Embodiment theories in archaeology, phenomenological approaches, the role of human body and
related topics were inspired by several authors in the past such as Connerton, Bourdieu, Douglas,
Foucault, Merleau-Ponty (Lesure, 2005). First studies were focused on gender archaeology,
human bodies and sexuality, art and embodiment (Conkey and Gero 1991; Yates 1993; Shanks,
1995; Meskell 1996, 1997).
Starting from the 90s (Meskell, 1996, 1999), “archaeologists have explored the production of the
lived body and the performance of identity by assembling disparate strands of evidence” (;
Crossland, 2012, 2). Comparative analyses of human representations, materiality and iconicity in
fact could be the symbolic indicator of the relationships between body and environment and how
different ancient societies perceived them (Crossland, 2012).

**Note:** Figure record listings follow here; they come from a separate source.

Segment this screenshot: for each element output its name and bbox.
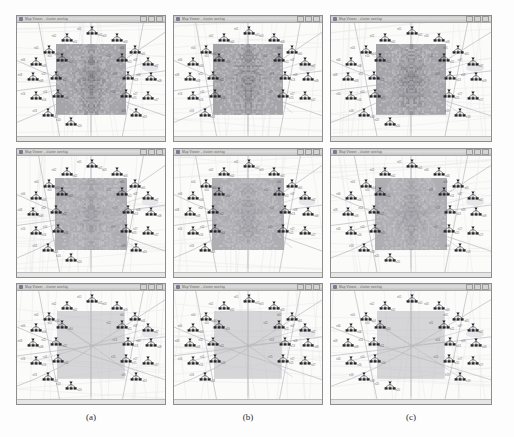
node-cluster-sublabel: n14: [43, 91, 47, 94]
node-cluster-sublabel: n18: [33, 374, 37, 377]
node-cluster-sublabel: n12: [359, 73, 363, 76]
window-controls[interactable]: [297, 16, 320, 22]
node-cluster-sublabel: n08: [333, 209, 337, 212]
app-icon: [333, 150, 337, 154]
cluster-tree-icon: [285, 179, 299, 191]
node-cluster-sublabel: n10: [365, 55, 369, 58]
cluster-tree-icon: [49, 71, 63, 83]
node-cluster-sublabel: n10: [47, 322, 51, 325]
node-cluster-label: n09: [157, 80, 161, 83]
node-cluster-sublabel: n15: [111, 91, 115, 94]
node-cluster-label: n14: [381, 362, 385, 365]
cluster-tree-icon: [469, 72, 483, 84]
map-canvas[interactable]: n01n01n02n02n03n03n04n04n05n05n06n06n07n…: [174, 23, 322, 141]
maximize-icon[interactable]: [474, 149, 481, 155]
node-cluster-sublabel: n16: [336, 228, 340, 231]
window-controls[interactable]: [140, 16, 163, 22]
cluster-tree-icon: [29, 356, 43, 368]
cluster-tree-icon: [357, 372, 371, 384]
node-cluster-label: n18: [211, 251, 215, 254]
window-controls[interactable]: [466, 284, 489, 290]
node-cluster-sublabel: n07: [290, 325, 294, 328]
maximize-icon[interactable]: [148, 16, 155, 22]
cluster-tree-icon: [115, 187, 129, 199]
cluster-tree-icon: [378, 301, 392, 313]
column-caption-c: (c): [330, 412, 492, 422]
window-controls[interactable]: [297, 284, 320, 290]
minimize-icon[interactable]: [466, 284, 473, 290]
cluster-tree-icon: [437, 53, 451, 65]
app-icon: [19, 17, 23, 21]
map-canvas[interactable]: n01n01n02n02n03n03n04n04n05n05n06n06n07n…: [331, 156, 491, 277]
map-canvas[interactable]: n01n01n02n02n03n03n04n04n05n05n06n06n07n…: [331, 23, 491, 141]
close-icon[interactable]: [156, 284, 163, 290]
minimize-icon[interactable]: [297, 16, 304, 22]
cluster-tree-icon: [41, 372, 55, 384]
map-canvas[interactable]: n01n01n02n02n03n03n04n04n05n05n06n06n07n…: [174, 156, 322, 277]
close-icon[interactable]: [313, 284, 320, 290]
minimize-icon[interactable]: [466, 16, 473, 22]
node-cluster-sublabel: n15: [268, 226, 272, 229]
cluster-tree-icon: [121, 205, 135, 217]
node-cluster-label: n11: [285, 195, 289, 198]
minimize-icon[interactable]: [140, 284, 147, 290]
cluster-tree-icon: [242, 26, 256, 38]
maximize-icon[interactable]: [474, 284, 481, 290]
maximize-icon[interactable]: [305, 284, 312, 290]
cluster-tree-icon: [378, 33, 392, 45]
maximize-icon[interactable]: [148, 284, 155, 290]
map-canvas[interactable]: n01n01n02n02n03n03n04n04n05n05n06n06n07n…: [174, 291, 322, 404]
node-cluster-label: n19: [142, 116, 146, 119]
minimize-icon[interactable]: [297, 149, 304, 155]
window-title: Map Viewer - cluster overlay: [25, 285, 140, 289]
node-cluster-sublabel: n15: [434, 356, 438, 359]
window-controls[interactable]: [140, 284, 163, 290]
screenshot-panel-r3c1: Map Viewer - cluster overlayn01n01n02n02…: [16, 283, 166, 405]
minimize-icon[interactable]: [140, 149, 147, 155]
map-canvas[interactable]: n01n01n02n02n03n03n04n04n05n05n06n06n07n…: [331, 291, 491, 404]
close-icon[interactable]: [482, 284, 489, 290]
window-controls[interactable]: [466, 149, 489, 155]
minimize-icon[interactable]: [466, 149, 473, 155]
window-controls[interactable]: [140, 149, 163, 155]
node-cluster-sublabel: n14: [43, 356, 47, 359]
node-cluster-sublabel: n02: [209, 35, 213, 38]
cluster-tree-icon: [60, 33, 74, 45]
close-icon[interactable]: [313, 16, 320, 22]
node-cluster-label: n05: [298, 187, 302, 190]
node-cluster-label: n09: [157, 215, 161, 218]
node-cluster-sublabel: n06: [21, 59, 25, 62]
node-cluster-label: n20: [77, 389, 81, 392]
node-cluster-label: n14: [221, 97, 225, 100]
node-cluster-label: n11: [128, 328, 132, 331]
node-cluster-label: n09: [482, 346, 486, 349]
cluster-tree-icon: [442, 354, 456, 366]
map-canvas[interactable]: n01n01n02n02n03n03n04n04n05n05n06n06n07n…: [17, 291, 165, 404]
app-icon: [176, 285, 180, 289]
maximize-icon[interactable]: [305, 16, 312, 22]
close-icon[interactable]: [156, 149, 163, 155]
node-cluster-sublabel: n09: [293, 74, 297, 77]
maximize-icon[interactable]: [305, 149, 312, 155]
close-icon[interactable]: [482, 16, 489, 22]
map-canvas[interactable]: n01n01n02n02n03n03n04n04n05n05n06n06n07n…: [17, 23, 165, 141]
cluster-tree-icon: [206, 337, 220, 349]
node-cluster-label: n08: [354, 80, 358, 83]
close-icon[interactable]: [156, 16, 163, 22]
minimize-icon[interactable]: [297, 284, 304, 290]
window-controls[interactable]: [297, 149, 320, 155]
minimize-icon[interactable]: [140, 16, 147, 22]
maximize-icon[interactable]: [474, 16, 481, 22]
map-canvas[interactable]: n01n01n02n02n03n03n04n04n05n05n06n06n07n…: [17, 156, 165, 277]
cluster-tree-icon: [242, 294, 256, 306]
node-cluster-sublabel: n11: [429, 322, 433, 325]
close-icon[interactable]: [313, 149, 320, 155]
window-controls[interactable]: [466, 16, 489, 22]
node-cluster-sublabel: n09: [136, 340, 140, 343]
close-icon[interactable]: [482, 149, 489, 155]
maximize-icon[interactable]: [148, 149, 155, 155]
node-cluster-sublabel: n13: [270, 339, 274, 342]
node-cluster-sublabel: n14: [360, 356, 364, 359]
node-cluster-label: n07: [479, 199, 483, 202]
node-cluster-sublabel: n01: [397, 28, 401, 31]
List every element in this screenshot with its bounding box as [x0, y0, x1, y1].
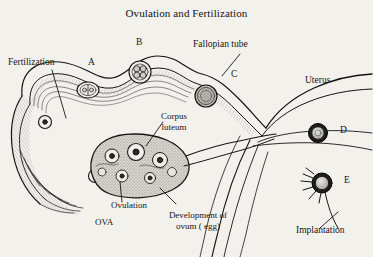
stage-marker-b: B: [136, 38, 142, 48]
stage-marker-c: C: [231, 70, 237, 80]
label-development-line2: ovum ( egg): [152, 222, 244, 231]
leader-lines: [52, 54, 338, 228]
label-ova: OVA: [95, 218, 113, 227]
figure-canvas: Ovulation and Fertilization Fertilizatio…: [0, 0, 373, 257]
stage-c-morula: [195, 85, 217, 107]
stage-marker-e: E: [344, 176, 350, 186]
stage-marker-a: A: [88, 58, 95, 68]
label-corpus-luteum-line1: Corpus: [146, 112, 202, 121]
stage-a-ovum: [77, 82, 99, 98]
label-fertilization: Fertilization: [8, 58, 54, 68]
stage-d-blastocyst: [309, 124, 328, 143]
label-corpus-luteum-line2: luteum: [146, 123, 202, 132]
label-fallopian-tube: Fallopian tube: [193, 40, 248, 50]
ovarian-ligament: [184, 134, 276, 166]
label-development-line1: Development of: [152, 211, 244, 220]
stage-b-embryo: [129, 61, 151, 83]
label-ovulation: Ovulation: [111, 201, 147, 210]
fimbriae: [11, 96, 83, 214]
ovary: [91, 134, 189, 198]
stage-marker-d: D: [340, 126, 347, 136]
label-implantation: Implantation: [296, 226, 345, 236]
figure-title: Ovulation and Fertilization: [0, 8, 373, 20]
stage-e-implantation: [301, 168, 338, 228]
label-uterus: Uterus: [305, 76, 330, 86]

More recently, the study of embodiment in archaeology involved also the digital worlds,
cyberspaces, virtual reality and immersive systems (Forte, Bonini, 2010; Forte, Kurillo, Matlock,
2010; Flynn, 2012; Forte, 2014).
Of course there is a cultural gap between modern and Neolithic societies, but we assume that the
human embodiment involves genetic universals: for example genetically based forms of neural
encoding and processing (Wheeler, Clark, 2008). These universals, such as perception,
behaviors, sensorimotor experiences, might be reproducible in a virtual simulation whereas the
brain is analyzed by high density EEG. We are not yet at this stage of research, but the
theoretical premises drive our work in that direction.

The 3D-Digging Project

The methodological approach was focused on 3D data recording on site combining different
technologies such as optical, time of flight, shift-phase scanner, and computer vision
technologies (camera-based, shape from motion). Image-based modeling techniques were used at
intra-site/micro-scale level for data recording of buildings, layers, units, features and burials; 3D
laser scanning for large-scale excavation areas (South, North, TPC, GDA areas and East mound).
More specifically, for archaeological stratigraphy the following laser scanners were used:
Minolta Vivid 910 (optical), Trimble GX (time of flight), Trimble FX (shift-phase) and Faro
Focus 3D (shift-phase) (Forte et al., 2012). The main difference of the two approaches is that
time of flight and shift-phase scanners generate clouds, while computer vision techniques create
meshes and geometrical models. For this reason, in the building 89 the two methods were used
simultaneously: shift-phase scanner (Faro Focus 3D and a combination of uncalibrated DSLR
cameras and image-based modeling techniques based on Structure From Motion and Multi-view
reconstruction software (Photoscan Pro and Stereoscan). All these models are georeferenced
according to the grid coordinates of excavation and are implementable for GIS applications.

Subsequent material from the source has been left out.